- My friends, the dance music world is in crisis right now, divided as it is into two opposite factions. On one side, you have the maximalists, for who more is definitely always more and who do not believe in the idea of restraint: Vitalic, Boys Noize, Digitalism, Justice, MSTRKRFT, or Sebastian, to name a few, are all about the sheer thrill of digital distorted noises, propulsive, crunchy basslines, and the over-saturation of theirs or others’ tracks. On the other side of the dance ring, you have the minimalists, gravitating around the Berlin-Windsor-Santiago axis, with their delicate pads, their shared Ableton Live plug-ins, and their ongoing love for twelve-minute insect-like micro beats. The fan bases are stuck in either/or rhetorics: you either belong to one or the other; the forces in presence, it seems, are irreconcilable. Anders Trentemoller, on his first album for Berlin’s own seminal tech-house imprint Poker Flat, is about to change that and bring balance to the Force.
‘The Last Resort’, Trentmoller’s full-length take on these two tendencies of contemporary electronic dance music, is a twenty-two-track feast (it comes initially as a limited-edition 2-CD package: this is what you should get) that sums everything that is great about, well, these two tendencies of contemporary electronic dance music. His over-the-top remixes for the likes of Royksopp, Yoshimoto, and The Knife won him over the maximalist crowd, and his own, recent 12” productions (‘Polar Shift’, ‘Sunstroke’, ‘Nam Nam’, all on the second CD), are worthy of any Dominik Eulberg-like minimal sets. The overall feeling is integrative, not segregationist. In other words, this is any purist’s nightmare.
Trentemoller’s own strength, though, lies in his devotion to details (he seems to be following Depeche Mode’s famous “Never use the same sound twice” mantra) and his dedication to syncretism. Album opener ‘Take Me Under Your Skin’, for example, just does that: its intriguing, multi-lined melodies and intricate beat patterns are going straight for the guts but will amaze any minds. The song owes as much to minimal as it does to Italo (!), but all will admit it is a truly gorgeous piece of work and a fitting introduction to a diverse album that will then turn into moody dub (‘Nightwalker’), creepy cellos-and-guitars-tinged trip hop (‘Like Two Strangers’, ‘The Very Last Resort’, ‘Snowflake’: Tiga it is not) or full-on dance euphoria (his own remix of ‘Always Something Better’, ‘Killer Kat’).
Taken as a whole, the mood might be slightly dark, but it is always exhilarating, never depressing. The Sturm Und Drang-like cover art (not to self: is minimal the new goth!?!) might show where Trentemoller likes to think he is coming from (German electronic Romanticism), but what’s inside shows what he is aiming for (international dance floors AND bedrooms, bodies AND souls). On that level, it is an utter success. Add the fact that is it an album’s album, i.e. it doesn’t feel like a single’s compilation (even CD2 is highly coherent), and you get one of the year's – and, let’s be frank here, Poker Flat’s very first – dance music landmarks.
Whether your godless world is ruled by chopped Magda/Hawtin productions or Digitalism remixes of Kaiser Bloc tracks, you’ll be lucky to hear anything more era-defining than this in 2006. All hail the real min2MAX king. No either nor or.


== REQUIRED ACTION ==
Return all of the following entries as written, but without the images.

== SUPPLIED ENTRIES ==
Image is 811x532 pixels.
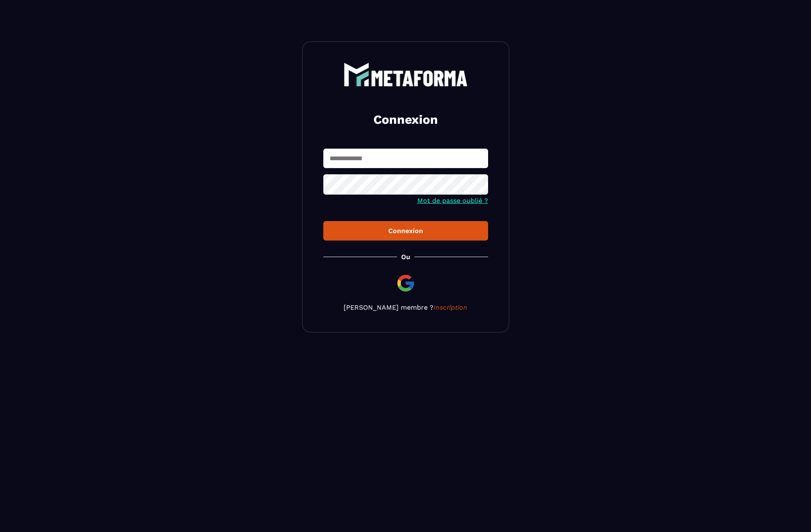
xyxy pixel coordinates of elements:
a: Inscription [433,303,467,311]
button: Connexion [323,221,488,240]
p: [PERSON_NAME] membre ? [323,303,488,311]
a: logo [323,62,488,87]
img: google [396,273,416,293]
p: Ou [401,253,410,261]
div: Connexion [330,227,481,235]
img: logo [344,62,468,87]
h2: Connexion [333,112,478,128]
a: Mot de passe oublié ? [417,197,488,205]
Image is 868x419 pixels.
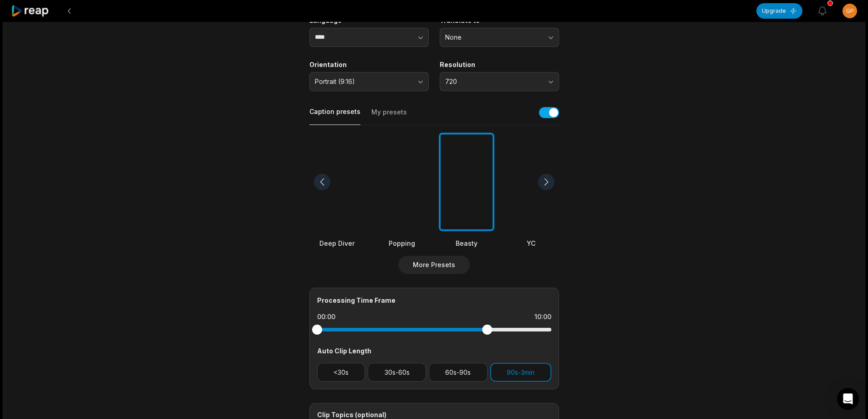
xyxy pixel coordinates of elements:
[439,72,559,91] button: 720
[317,363,365,381] button: <30s
[757,3,802,19] button: Upgrade
[375,239,430,248] div: Popping
[490,363,552,381] button: 90s-3min
[368,363,426,381] button: 30s-60s
[535,312,552,321] div: 10:00
[445,33,541,41] span: None
[310,239,365,248] div: Deep Diver
[439,239,494,248] div: Beasty
[398,255,470,274] button: More Presets
[317,295,552,304] div: Processing Time Frame
[445,78,541,86] span: 720
[429,363,488,381] button: 60s-90s
[439,61,559,69] label: Resolution
[371,108,407,125] button: My presets
[838,388,859,410] div: Open Intercom Messenger
[315,78,411,86] span: Portrait (9:16)
[317,312,336,321] div: 00:00
[317,346,552,355] div: Auto Clip Length
[310,61,429,69] label: Orientation
[317,411,552,419] div: Clip Topics (optional)
[439,28,559,47] button: None
[310,107,360,125] button: Caption presets
[310,72,429,91] button: Portrait (9:16)
[504,239,559,248] div: YC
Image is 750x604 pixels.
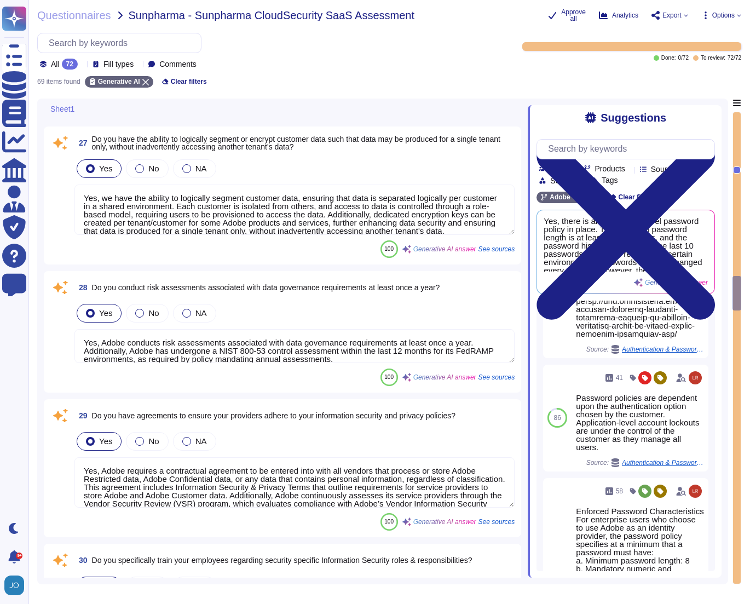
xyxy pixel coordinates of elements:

== TASK RESPONSE ==
Image is 811x532 pixels.
xyxy pixel coordinates of elements:
a: Inscription [433,303,467,311]
button: Connexion [323,221,488,240]
p: [PERSON_NAME] membre ? [323,303,488,311]
a: logo [323,62,488,87]
img: google [396,273,416,293]
p: Ou [401,253,410,261]
div: Connexion [330,227,481,235]
img: logo [344,62,468,87]
h2: Connexion [333,112,478,128]
a: Mot de passe oublié ? [417,197,488,205]
Image is 868x419 pixels.
xyxy pixel coordinates of elements:
[439,72,559,91] button: 720
[317,363,365,381] button: <30s
[757,3,802,19] button: Upgrade
[375,239,430,248] div: Popping
[490,363,552,381] button: 90s-3min
[368,363,426,381] button: 30s-60s
[535,312,552,321] div: 10:00
[445,33,541,41] span: None
[310,239,365,248] div: Deep Diver
[439,239,494,248] div: Beasty
[398,255,470,274] button: More Presets
[317,295,552,304] div: Processing Time Frame
[445,78,541,86] span: 720
[429,363,488,381] button: 60s-90s
[439,61,559,69] label: Resolution
[371,108,407,125] button: My presets
[838,388,859,410] div: Open Intercom Messenger
[315,78,411,86] span: Portrait (9:16)
[317,312,336,321] div: 00:00
[317,346,552,355] div: Auto Clip Length
[310,61,429,69] label: Orientation
[317,411,552,419] div: Clip Topics (optional)
[439,28,559,47] button: None
[310,107,360,125] button: Caption presets
[310,72,429,91] button: Portrait (9:16)
[504,239,559,248] div: YC
Image is 750x604 pixels.
xyxy pixel coordinates of elements:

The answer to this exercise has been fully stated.